Ok, so I don't think that is what any of them had envisioned. Do you? I don't think Shadrak, Mishak or Abednego thought that God would let it get that far. But they trusted him anyway. They trusted that he was going to show up and deliver them. And even if he didn't...which in a sense he didn't....they were still victorious. God didn't deliver them from the terrible situation. He got them through it totally unscathed. They still got tossed into the fire. But because of their faith, the fire didn't touch them. I think that is an important point. Its different than getting delivered from even having to get tossed in. Its the difference between having to walk through something difficult with God protecting you the whole time and getting delivered from having to walk through something difficult. And I think having to walk through the difficult stuff has purpose.

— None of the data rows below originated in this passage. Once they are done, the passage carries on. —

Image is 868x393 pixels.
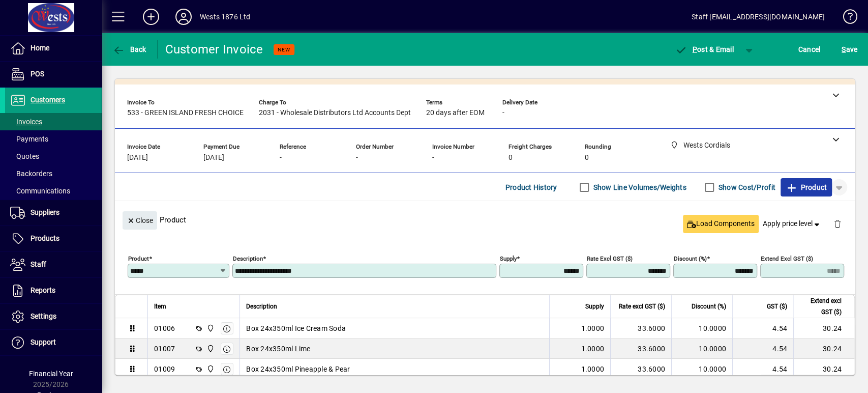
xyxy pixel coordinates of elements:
app-page-header-button: Delete [825,219,850,228]
span: Customers [30,96,65,104]
app-page-header-button: Back [102,40,158,58]
span: 533 - GREEN ISLAND FRESH CHOICE [127,109,244,117]
span: Extend excl GST ($) [800,295,842,318]
span: Communications [10,187,70,195]
div: 33.6000 [617,323,665,333]
span: Invoices [10,118,42,126]
span: Description [246,301,277,312]
div: 01007 [154,343,175,354]
span: [DATE] [203,154,224,162]
mat-label: Extend excl GST ($) [761,255,813,262]
span: Box 24x350ml Pineapple & Pear [246,364,350,374]
div: 01006 [154,323,175,333]
span: Back [112,45,147,53]
span: - [433,154,434,162]
span: Payments [10,135,49,143]
span: 1.0000 [582,343,605,354]
span: Apply price level [763,218,822,229]
a: Products [5,226,102,251]
button: Add [135,8,167,26]
button: Load Components [683,215,759,233]
button: Cancel [796,40,824,58]
span: Settings [30,312,57,320]
a: Support [5,330,102,355]
mat-label: Supply [500,255,517,262]
a: Suppliers [5,200,102,226]
mat-label: Rate excl GST ($) [587,255,633,262]
div: Staff [EMAIL_ADDRESS][DOMAIN_NAME] [691,9,825,25]
td: 10.0000 [672,318,732,339]
span: Box 24x350ml Ice Cream Soda [246,323,346,333]
button: Delete [825,211,850,236]
span: NEW [278,46,291,53]
button: Close [123,211,157,229]
span: Products [30,234,60,242]
span: - [280,154,282,162]
span: - [503,109,504,117]
span: 0 [509,154,513,162]
span: Quotes [10,152,39,160]
a: POS [5,61,102,87]
span: 2031 - Wholesale Distributors Ltd Accounts Dept [259,109,411,117]
span: Discount (%) [691,301,727,312]
span: Supply [586,301,604,312]
td: 30.24 [794,339,855,358]
div: 33.6000 [617,364,665,374]
span: Rate excl GST ($) [619,301,665,312]
td: 4.54 [732,318,794,339]
span: Wests Cordials [204,343,216,354]
span: 0 [585,154,589,162]
span: Staff [30,260,46,268]
span: POS [30,70,44,78]
a: Quotes [5,147,102,165]
span: Home [30,44,49,52]
span: Wests Cordials [204,323,216,334]
span: 20 days after EOM [426,109,485,117]
span: 1.0000 [582,364,605,374]
button: Back [110,40,149,58]
td: 30.24 [794,318,855,339]
td: 10.0000 [672,358,732,379]
span: Wests Cordials [204,363,216,374]
mat-label: Discount (%) [674,255,707,262]
div: Customer Invoice [165,41,264,57]
a: Invoices [5,113,102,130]
div: Wests 1876 Ltd [200,9,250,25]
a: Backorders [5,165,102,182]
span: Suppliers [30,208,60,216]
span: S [842,45,846,53]
label: Show Cost/Profit [717,182,776,192]
mat-label: Product [128,255,149,262]
span: Close [127,212,153,229]
span: Load Components [687,218,755,229]
span: Financial Year [29,370,73,378]
span: Item [154,301,167,312]
span: - [356,154,358,162]
div: Product [115,201,855,238]
div: 33.6000 [617,343,665,354]
button: Post & Email [670,40,739,58]
span: 1.0000 [582,323,605,333]
td: 30.24 [794,358,855,379]
span: Box 24x350ml Lime [246,343,310,354]
a: Settings [5,304,102,329]
span: P [693,45,697,53]
button: Product History [502,178,562,196]
button: Product [781,178,832,196]
td: 4.54 [732,358,794,379]
a: Staff [5,252,102,277]
a: Knowledge Base [835,2,856,35]
td: 10.0000 [672,339,732,358]
a: Reports [5,278,102,304]
a: Payments [5,130,102,147]
span: Support [30,338,56,346]
span: ost & Email [675,45,734,53]
mat-label: Description [233,255,263,262]
span: ave [842,41,857,57]
td: 4.54 [732,339,794,358]
span: Backorders [10,170,53,178]
a: Home [5,36,102,61]
span: Reports [30,286,56,294]
label: Show Line Volumes/Weights [592,182,687,192]
span: Product [786,179,827,195]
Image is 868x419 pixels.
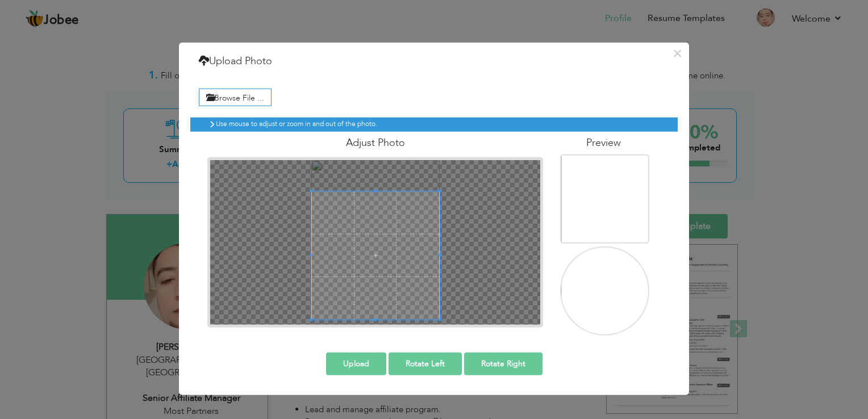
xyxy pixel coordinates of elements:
img: a47d166f-07e2-4ccb-b8bd-a378929a35d4 [561,134,651,248]
button: × [668,44,686,62]
h4: Adjust Photo [207,138,543,149]
button: Upload [326,352,387,374]
h6: Use mouse to adjust or zoom in and out of the photo. [216,121,654,128]
label: Browse File ... [199,89,272,106]
button: Rotate Right [464,352,542,374]
button: Rotate Left [388,352,462,374]
img: a47d166f-07e2-4ccb-b8bd-a378929a35d4 [561,226,651,340]
h4: Upload Photo [199,54,272,68]
h4: Preview [560,138,646,149]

It shows God that we love Him and trust Him, and put his will, his desire, and his plans before ours. There was probably a moment where shadrak, mishak and abednego thought that living was better than dying, even if dying was what God had in store for them. But they didnt' give in. They believed that God's plan was the right one, not thiers. It also shows God that we trust in him and not in ourselves. By not giving in, by waiting for God to deliver them, these guys made a statement. And that statement was that although we can trust our own power to save us here, it is futile. Either we save our skin by bowing and lose our souls, or we make a run for it and get killed. They chose to trust that God had something in store for them that was better than these two alternatives, even though they reallly could not see or conceive of what it was. And lastly, waiting for God's deliverance in that situation ultimately, I am absolutely certain, increased thier faith. For real, if you can walk through a blazing furnace meant to kill you, unscathed, with God visibly right next to you, and not have your faith increased, than I think you are going to heaven as a piniata. So that the rest of us can beat you with sticks.
And I think that our typical vision of the aftermath of all this is funny. And the text doesn't help. It has them saying all these funky stuff lik "oh King....blah blah blah." Just reading it makes me think of these solemn guys with hoods and robes and stern looks on their faces. Which I really don't think was the case. These guys were all freinds. They knew each other and were close. And, oh yeah, they just wlked through a huge bonfire and weren't hurt. I'm guessing they were still coming down off a huge adrenaline high, they were sweathy from all the excitement, had huge smiles on thier faces, and were giving each others high fives and shouting stuff like "that was freaking Nasty!" They probably felt a lot like people feel when they sky dive or bunjee jump or free-solo their first 5.12a. These guys were pumped. And they were probably laughing and saying, dude, I'm so glad we trusted God instead of giving in or trying to run for it.
So what would you or I have done? Would you have trusted God as much as they did? I think we have to, and we can now that we see examples of it. You know that he'll pull through, no matter what the situation, if you're seeking after him, focusing on him and on what his will is, instead of what our will is, instead of what we want.